Is that clear?'' ''Everyone has heard of Gatekeeping,'' says Leonard. ''Everyone accepts that the office has to investigate leaks, misconduct, penetration by hostile agencies. Why is the existence of the Gatekeeper cadre so sensitive?'' ''You''re in this room because people tell me you''re clever. What do you think is the answer?'' The unspoken word ''soldier'' hovers at the end of every question Remnant asks. Leonard turns his face to the window. It is the beginning of a long, hot English summer. Light hums indistinctly but fiercely through the reinforced glass. ''You''re talking about a network of informers who maintain a constant watching brief on those around them,'' says Leonard.
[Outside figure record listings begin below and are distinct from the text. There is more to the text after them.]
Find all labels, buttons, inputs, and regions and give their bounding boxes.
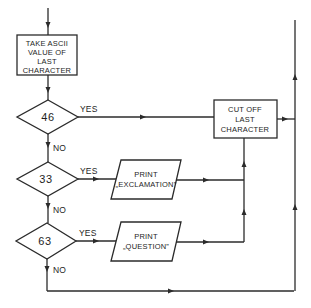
- connector-33-yes-to-exclamation: [78, 177, 116, 182]
- connector-question-to-merge: [176, 240, 244, 245]
- arrow-right-icon: [93, 239, 99, 244]
- arrow-right-icon: [203, 240, 209, 245]
- decision-63-value: 63: [38, 235, 51, 247]
- arrow-down-icon: [46, 142, 51, 148]
- arrow-right-icon: [203, 178, 209, 183]
- process-ascii-line-4: CHARACTER: [23, 66, 72, 75]
- connector-33-no-to-63: [46, 196, 51, 223]
- arrow-up-icon: [293, 74, 298, 80]
- arrow-up-icon: [293, 204, 298, 210]
- process-ascii-line-3: LAST: [37, 57, 57, 66]
- connector-ascii-to-46: [46, 75, 51, 100]
- decision-63-no-label: NO: [53, 265, 66, 275]
- output-exclamation-line-2: „EXCLAMATION”: [116, 180, 177, 189]
- process-cutoff-line-1: CUT OFF: [228, 105, 262, 114]
- output-question-line-2: „QUESTION”: [123, 242, 169, 251]
- decision-46-value: 46: [41, 111, 54, 123]
- arrow-down-icon: [45, 266, 50, 272]
- decision-46-no-label: NO: [53, 143, 66, 153]
- connector-63-yes-to-question: [76, 239, 116, 244]
- process-cutoff-line-3: CHARACTER: [221, 125, 270, 134]
- arrow-right-icon: [93, 177, 99, 182]
- decision-46-yes-label: YES: [80, 104, 98, 114]
- process-ascii-line-1: TAKE ASCII: [26, 39, 68, 48]
- output-print-exclamation: PRINT „EXCLAMATION”: [111, 160, 181, 199]
- decision-33-yes-label: YES: [80, 166, 98, 176]
- decision-33-value: 33: [39, 173, 52, 185]
- arrow-up-icon: [242, 161, 247, 167]
- decision-63-yes-label: YES: [79, 228, 97, 238]
- process-cutoff-line-2: LAST: [235, 115, 255, 124]
- process-ascii-line-2: VALUE OF: [28, 48, 66, 57]
- decision-46: 46: [17, 100, 78, 134]
- process-take-ascii-box: TAKE ASCII VALUE OF LAST CHARACTER: [17, 35, 77, 75]
- arrow-down-icon: [46, 87, 51, 93]
- flowchart-canvas: TAKE ASCII VALUE OF LAST CHARACTER 46 YE…: [0, 0, 311, 308]
- connector-46-no-to-33: [46, 134, 51, 162]
- process-cut-off-box: CUT OFF LAST CHARACTER: [214, 100, 277, 138]
- decision-33: 33: [17, 162, 78, 196]
- arrow-right-icon: [282, 117, 288, 122]
- connector-cutoff-to-exit: [277, 117, 295, 122]
- arrow-down-icon: [46, 22, 51, 28]
- output-exclamation-line-1: PRINT: [134, 170, 158, 179]
- connector-63-no-loop: [45, 259, 295, 294]
- connector-46-yes-to-cutoff: [78, 115, 214, 120]
- entry-connector: [46, 8, 51, 35]
- output-question-line-1: PRINT: [134, 232, 158, 241]
- output-print-question: PRINT „QUESTION”: [111, 222, 181, 261]
- decision-63: 63: [16, 223, 76, 259]
- connector-exit-vertical: [293, 20, 298, 291]
- decision-33-no-label: NO: [53, 205, 66, 215]
- arrow-right-icon: [140, 115, 146, 120]
- arrow-up-icon: [242, 209, 247, 215]
- arrow-down-icon: [46, 203, 51, 209]
- connector-exclamation-to-merge: [176, 178, 244, 183]
- arrow-right-icon: [168, 289, 174, 294]
- connector-merge-to-cutoff: [242, 138, 247, 242]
''They spy on the spies, in other words. Which means they must be embedded throughout the office, in every department, carrying out their regular duties in addition to their covert work as Gatekeepers. Your own secret army of accountants, investigators, locksmiths, surveillance-'' ''You''ll understand I can''t possibly confirm-'' ''I don''t know what you expect your Gatekeepers to see,'' says Leonard. ''Anyone carrying out an act of betrayal wouldn''t do it in plain sight. Unless this is an espionage version of the Broken Windows theory. The person who goes on to sell secrets to the Chinese will at some point along the way steal an envelope from the stationery cupboard.'' ''Don''t.